Inspired by my new found fondness of pinhole camera shots as part of my ]twenty-six paces[ endeavors - and since I had several sheets of photo paper on hand  - I decided to document the effects of Irene in long exposure black and white images.  These are the resulting images of setting Mabby 1 and Mabby 2 in the windows near the porch and the back yard and seeing what they would capture.


After the deluge.

A post-storm, pre-wind-gust shot of the garden and shed, neither were any worse for wear when it was all over

Saturday, September 10, 2011

]twenty-six paces[ : What the Room Saw Part II

8/13/2011 8 mins
In a previous post, I mentioned creating pinhole camera prints from the vantage of the two points anchoring the tin can telephone in both Artisan Wine Shop and Beacon Pilates.  Angelika and I exposed two sets of prints on two recent Saturdays.  Last weekend, we finally got a peek at the results.
8/13/2011 8 mins
Angelika treated me to a basic developing lesson in the darkroom at Fovea.  It was something new for me, but also something very familiar.  It was like was channeling all those memories of darkroom scenes from movies and tv.  It was a real Greg Brady moment.  I seem to remember at least one episode of the Brady Bunch (turns out it's an episode called "Click" from season 3) in which Greg sets up a darkroom in the bathroom.  I have retained a vague yet vivid image of that red tinted scene and even as I try to remember all the times I've seen similar scenes in movies and tv shows, Greg Brady's version is for in my mind.

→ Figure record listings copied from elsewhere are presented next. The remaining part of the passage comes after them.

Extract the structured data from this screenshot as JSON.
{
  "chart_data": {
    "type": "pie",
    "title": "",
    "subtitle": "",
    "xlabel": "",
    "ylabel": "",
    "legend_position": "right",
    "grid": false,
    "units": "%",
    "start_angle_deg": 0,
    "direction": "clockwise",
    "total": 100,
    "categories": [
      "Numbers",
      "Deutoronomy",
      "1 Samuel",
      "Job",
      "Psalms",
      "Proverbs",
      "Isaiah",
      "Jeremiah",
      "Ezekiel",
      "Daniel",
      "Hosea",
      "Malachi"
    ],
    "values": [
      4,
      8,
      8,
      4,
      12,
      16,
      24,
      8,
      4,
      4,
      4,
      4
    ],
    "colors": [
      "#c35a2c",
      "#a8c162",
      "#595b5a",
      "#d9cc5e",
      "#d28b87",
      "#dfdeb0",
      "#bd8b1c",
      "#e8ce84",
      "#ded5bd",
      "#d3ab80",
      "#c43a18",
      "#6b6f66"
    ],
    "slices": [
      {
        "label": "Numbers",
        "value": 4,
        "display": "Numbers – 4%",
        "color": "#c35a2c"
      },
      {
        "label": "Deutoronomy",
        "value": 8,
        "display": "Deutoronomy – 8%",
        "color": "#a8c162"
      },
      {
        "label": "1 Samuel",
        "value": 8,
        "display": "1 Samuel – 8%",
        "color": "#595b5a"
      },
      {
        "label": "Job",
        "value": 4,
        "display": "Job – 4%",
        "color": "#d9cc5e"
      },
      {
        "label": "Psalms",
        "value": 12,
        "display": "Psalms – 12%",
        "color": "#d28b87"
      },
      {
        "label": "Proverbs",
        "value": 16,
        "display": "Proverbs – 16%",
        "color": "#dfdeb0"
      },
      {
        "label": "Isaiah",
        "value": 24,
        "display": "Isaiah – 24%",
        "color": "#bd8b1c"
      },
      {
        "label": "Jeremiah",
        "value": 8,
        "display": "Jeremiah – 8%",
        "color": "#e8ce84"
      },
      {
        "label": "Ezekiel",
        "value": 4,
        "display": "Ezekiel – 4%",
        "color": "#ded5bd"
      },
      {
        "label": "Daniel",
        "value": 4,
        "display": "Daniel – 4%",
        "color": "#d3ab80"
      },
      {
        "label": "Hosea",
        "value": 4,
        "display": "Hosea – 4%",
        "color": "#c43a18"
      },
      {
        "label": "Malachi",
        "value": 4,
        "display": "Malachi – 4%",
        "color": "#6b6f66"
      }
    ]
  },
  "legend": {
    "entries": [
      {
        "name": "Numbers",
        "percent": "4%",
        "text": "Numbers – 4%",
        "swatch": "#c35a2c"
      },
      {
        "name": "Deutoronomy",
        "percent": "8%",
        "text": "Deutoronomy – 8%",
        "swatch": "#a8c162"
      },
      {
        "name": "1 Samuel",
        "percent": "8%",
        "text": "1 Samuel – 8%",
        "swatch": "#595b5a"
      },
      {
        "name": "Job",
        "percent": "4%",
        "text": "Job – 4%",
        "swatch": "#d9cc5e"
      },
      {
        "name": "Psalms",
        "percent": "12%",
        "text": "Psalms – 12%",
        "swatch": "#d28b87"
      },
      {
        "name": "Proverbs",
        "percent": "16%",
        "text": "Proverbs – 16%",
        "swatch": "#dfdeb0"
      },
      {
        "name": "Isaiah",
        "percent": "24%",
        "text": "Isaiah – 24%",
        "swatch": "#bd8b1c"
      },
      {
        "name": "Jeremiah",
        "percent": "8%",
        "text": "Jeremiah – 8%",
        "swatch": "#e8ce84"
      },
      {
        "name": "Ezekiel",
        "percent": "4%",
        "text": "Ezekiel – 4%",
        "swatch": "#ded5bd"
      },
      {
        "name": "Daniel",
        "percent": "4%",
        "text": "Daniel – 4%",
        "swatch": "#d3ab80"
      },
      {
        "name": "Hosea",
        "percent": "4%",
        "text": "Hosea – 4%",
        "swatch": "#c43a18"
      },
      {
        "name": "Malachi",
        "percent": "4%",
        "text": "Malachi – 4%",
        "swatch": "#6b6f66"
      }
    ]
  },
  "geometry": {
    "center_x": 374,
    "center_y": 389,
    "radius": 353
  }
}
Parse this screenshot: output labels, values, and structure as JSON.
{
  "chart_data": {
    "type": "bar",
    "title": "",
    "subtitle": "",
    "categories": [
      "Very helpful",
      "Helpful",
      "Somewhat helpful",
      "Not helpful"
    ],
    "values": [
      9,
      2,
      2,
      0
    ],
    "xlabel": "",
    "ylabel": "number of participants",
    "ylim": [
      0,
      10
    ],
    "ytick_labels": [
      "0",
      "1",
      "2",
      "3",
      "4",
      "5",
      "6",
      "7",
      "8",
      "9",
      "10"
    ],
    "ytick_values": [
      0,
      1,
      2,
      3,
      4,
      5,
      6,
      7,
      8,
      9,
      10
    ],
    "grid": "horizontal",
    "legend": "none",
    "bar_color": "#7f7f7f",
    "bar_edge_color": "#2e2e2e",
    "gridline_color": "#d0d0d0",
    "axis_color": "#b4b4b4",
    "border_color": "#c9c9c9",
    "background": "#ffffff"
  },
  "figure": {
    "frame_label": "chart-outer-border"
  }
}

Above is a re-enactment of Angelika developing the pinhole prints in Fovea's darkroom....just imagine this scene happening when the lights are off.  It's the first time I had been in a darkroom like this and I was impressed by how much one's eyes are able to adjust so well and how functionally visible everything was in there with just that little bit of red illumination.   
The cameras: Mabby 1 (right) and Mabby 2 (left)
The two sets of exposures made in August were short, 8 and 12 minutes.  Today I took I took another set of exposures of an hour in length.  Hopefully there will be much more information visible in the Beacon Pilates view.
8/20/2011 12 mins
8/20/2011 12 mins
I really love that creating an exposure with a pinhole camera is such a dumb, passive process - and one that is so receptive of the chance occurrance.  You just set it somewhere, open the lens and let it go.  It's a chance operation in a box.  It's not just  a bit magical either; a very lo-fi replication of how our eyes function.
In this case, I'm using 5"x7" black and white paper for a negative.    The rich blackness, particularly in the underexposed prints is pretty great - even if not as detail laden as hoped.
The point in pursuing this as part of the ]twenty-six paces[ project was to capture a moment in time in the relationship of these two locations to one another.  Ideally, two simultaneous views along that line I articulated with Telephone.  That the representational aspect of this action is not entirely reliable adds to it for me - allows for something else to seep in.
I'm hooked.  I plan to continue taking shots, and hopefully incorporating this form of image making into the overall process of my work.
I've named these two cameras Mabby 1 and Mabby 2, loosely after my twin nieces.  I expect to make more and perhaps explore the sculptural possibilities of the cameras themselves.  There are certainly some very innovative constructions of pinhole cameras.